The Museum for Islamic Art's project, #CulturalxCollabs - Weaving the future, celebrates the transformative power of cultural exchange and the shared threads that unite us all. All the things we love, have loved and will ever love come from cultural exchange, migration and diversity, or as we like to call it #CulturalxCollabs.

100 carpet fragments, cut from a replica of the iconic dragon carpet, will travel the world (delivered by DHL). The fragments will ignite #CulturalxCollabs with co-creators, inspiring human ingenuity, fostering community and ultimately demonstrating how cultural exchange enriches all our lives.

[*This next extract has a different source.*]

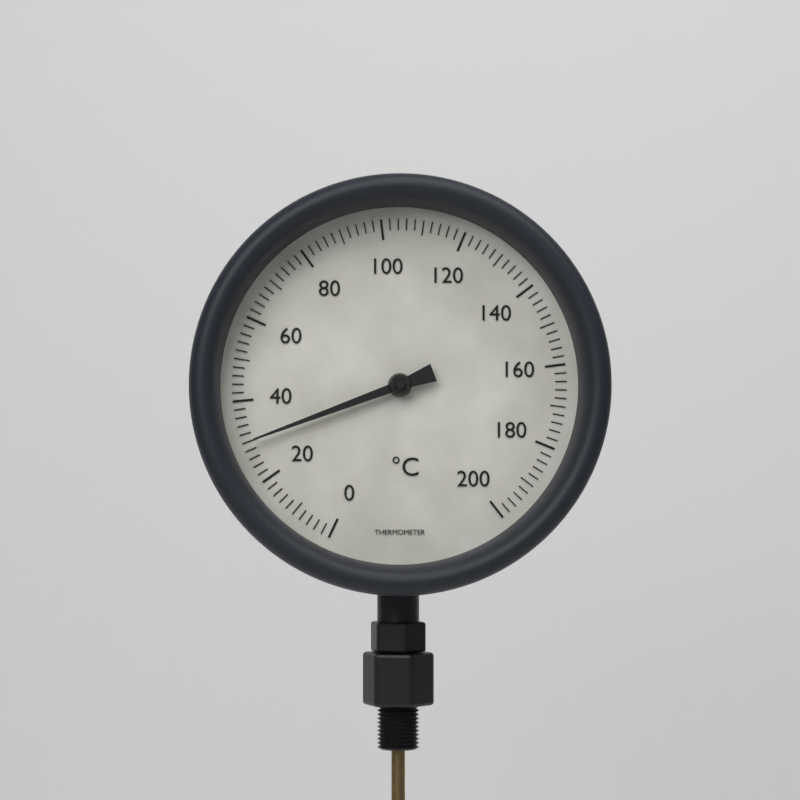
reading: 30 °C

Follow #CulturalxCollabs on Instagram as the project unfolds...

...or learn more here

Weaving the Future

Join us on a journey with 100 carpet fragments as they travel around the world for three and a half years, finding temporary homes while bridging cultural boundaries, fostering worldwide community united by the power of human stories.

Fragment Journeys

100 carpet fragments part of the "CulturalxCollabs - Weaving the Future" project. Follow their journeys through the ever changing owners' over three and a half years.

Where is the Dragon?

The star of the "CulturalxCollabs - Weaving the Future" project is a so-called Caucasian dragon carpet from the 17th century. A dragon carpet - all well and good - but: where is the dragon?